Experience Not Needed
BALTIMORE — If playoff experience counts for something besides a cliche, the Angels are dead.
The Angels are justifiably proud of their largely home-grown roster, but this is the flip side: No one in the Angel lineup for Tuesday’s playoff opener has played in a postseason game.
Based on projected lineups for the first game of the best-of-five division series against the New York Yankees, the Yankees lead the Angels, 296-0, in games of playoff experience.
“We’ve got a lot of experience on this side, which means we’re going to be relaxed,” Yankee pitcher David Wells said.
“Those guys are going to be a little tense. It’s an advantage for nerves--not for the game, but for your nerves. We’ve got that advantage.”
This is not mission impossible for the Angels, but it is mission improbable. In their first playoff appearance in 16 years, the Angels aren’t only playing against the Yankees. They’re playing against Yankee Stadium too, where unimaginably loud New York fans and an unimaginably loud sound system combine for nine innings of sonic assault.
If this series extends to five games, the Yankees play at home three times.
“There’s no place like Yankee Stadium in the postseason,” Yankee reliever Mike Stanton.
“The fans are rowdy, and they stay rowdy. That’s why home-field advantage is such a big thing for us. If you let it, it can definitely be an intimidating place. You’ve got to walk through all the monuments to get to the bullpen.”
No worries, the Angels vow. Since 1996, the year the Yankees won the first of four World Series championships in six seasons, the Angels are 18-17 at Yankee Stadium.
The Angels insist they’re not just happy to be here, but the Yankees were far less thrilled with their division championship than the Angels were with their wild-card berth.
The Angels celebrated madly, letting out years of frustration. The Yankees quietly checked off the first box on their to-do list.
“I’m not going to sit here and tell you last year was a success,” Yankee shortstop Derek Jeter said. “We lost.”
They did, but not until the last inning of the last game of the World Series.
“I don’t play for second,” he said.
Mike Bordick, the Baltimore Oriole shortstop, has appeared in 32 playoff games. There is something to all that Yankee experience, he said.
“In the postseason, it seems, their pitchers gain a couple miles on their fastball,” Bordick said. “They’ve got so many big-time, clutch players.
“They’re definitely the team to beat.”
The lone Angel in Tuesday’s lineup with big-game experience is center fielder Darin Erstad, the punter for Nebraska’s national championship football team in 1994.
On the playoff roster, the lone Angel with postseason experience is pitcher Kevin Appier, who starts Wednesday.
Appier, who pitched for Oakland in the 2000 postseason, said he has shared his playoff experience with his teammates. What he remembers most, he said, is “how normal it feels.”
Said Appier: “It’s a baseball game. I remember thinking that. I remember standing in the outfield in the first batting practice of the postseason and thinking, wow, this seems strangely normal.
“More is riding on the game, but it’s still the same thing we’re doing.”
That’s the mantra, and the Angels will need to repeat it, over and over, while dealing with long-lost friends clamoring for tickets, television cameras shoved in their faces and hundreds of reporters pestering them.
“The first time, it’s pretty much a circus,” Bordick said.
Even Mo Vaughn, whose leadership skills were more hype than reality during his three injury-plagued years in Anaheim, is willing to help his old teammates.
“I would tell those guys that the most important thing is to get out on the field as soon as possible,” Vaughn told the Newark Star-Ledger. “All the other stuff that goes on before and after the game, with the media and the interviews and all the other stuff, can get to you.
“I remember back in ’95 my mind was swirling. I didn’t handle it very well. The next time around, I figured out how to handle that stuff better.”
In 1995, his MVP season, he went 0 for 14 with seven strikeouts in his playoff debut. In 1998, he went seven for 17, driving in seven runs in four games.
And, although the Oakland Athletics lost to the Yankees in the division series last year, they did win the first two games at Yankee Stadium.
Jason Giambi, the first baseman for Oakland last year and for the Yankees this year, was asked what the key might be for the Angels to win a playoff game at Yankee Stadium.
“Why am I going to tell you that?” he said. “I don’t want them to beat us.”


Nothing but the lines from the one with "xyxy pixel coordinates" through the end of the records below should be written out, and each must match word for word.

[Opening Data excerpts section]

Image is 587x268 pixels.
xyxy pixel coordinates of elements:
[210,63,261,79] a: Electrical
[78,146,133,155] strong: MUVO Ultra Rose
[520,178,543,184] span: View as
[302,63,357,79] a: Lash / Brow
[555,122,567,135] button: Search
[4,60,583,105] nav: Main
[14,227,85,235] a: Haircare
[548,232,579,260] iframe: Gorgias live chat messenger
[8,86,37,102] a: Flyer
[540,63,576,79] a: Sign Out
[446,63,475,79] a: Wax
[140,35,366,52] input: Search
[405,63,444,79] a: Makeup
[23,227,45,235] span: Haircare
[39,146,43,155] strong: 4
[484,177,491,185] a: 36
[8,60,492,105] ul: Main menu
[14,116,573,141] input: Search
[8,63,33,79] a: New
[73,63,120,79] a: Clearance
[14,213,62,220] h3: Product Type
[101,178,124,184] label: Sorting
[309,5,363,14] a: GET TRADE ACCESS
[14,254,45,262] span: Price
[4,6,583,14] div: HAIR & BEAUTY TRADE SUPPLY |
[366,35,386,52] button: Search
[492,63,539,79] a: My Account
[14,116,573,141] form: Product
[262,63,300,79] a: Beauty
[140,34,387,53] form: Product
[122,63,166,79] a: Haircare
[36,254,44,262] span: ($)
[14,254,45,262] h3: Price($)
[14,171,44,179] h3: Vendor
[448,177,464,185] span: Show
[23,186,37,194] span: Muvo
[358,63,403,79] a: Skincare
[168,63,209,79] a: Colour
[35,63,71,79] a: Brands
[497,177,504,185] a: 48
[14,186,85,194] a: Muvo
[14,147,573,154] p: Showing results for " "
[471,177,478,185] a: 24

[Closing Data excerpts section]

Expected answer:
xyxy pixel coordinates of elements:
[210,63,261,79] a: Electrical
[78,146,133,155] strong: MUVO Ultra Rose
[520,178,543,184] span: View as
[302,63,357,79] a: Lash / Brow
[555,122,567,135] button: Search
[4,60,583,105] nav: Main
[14,227,85,235] a: Haircare
[548,232,579,260] iframe: Gorgias live chat messenger
[8,86,37,102] a: Flyer
[540,63,576,79] a: Sign Out
[446,63,475,79] a: Wax
[140,35,366,52] input: Search
[405,63,444,79] a: Makeup
[23,227,45,235] span: Haircare
[39,146,43,155] strong: 4
[484,177,491,185] a: 36
[8,60,492,105] ul: Main menu
[14,116,573,141] input: Search
[8,63,33,79] a: New
[73,63,120,79] a: Clearance
[14,213,62,220] h3: Product Type
[101,178,124,184] label: Sorting
[309,5,363,14] a: GET TRADE ACCESS
[14,254,45,262] span: Price
[4,6,583,14] div: HAIR & BEAUTY TRADE SUPPLY |
[366,35,386,52] button: Search
[492,63,539,79] a: My Account
[14,116,573,141] form: Product
[262,63,300,79] a: Beauty
[140,34,387,53] form: Product
[122,63,166,79] a: Haircare
[36,254,44,262] span: ($)
[14,254,45,262] h3: Price($)
[14,171,44,179] h3: Vendor
[448,177,464,185] span: Show
[23,186,37,194] span: Muvo
[358,63,403,79] a: Skincare
[168,63,209,79] a: Colour
[35,63,71,79] a: Brands
[497,177,504,185] a: 48
[14,186,85,194] a: Muvo
[14,147,573,154] p: Showing results for " "
[471,177,478,185] a: 24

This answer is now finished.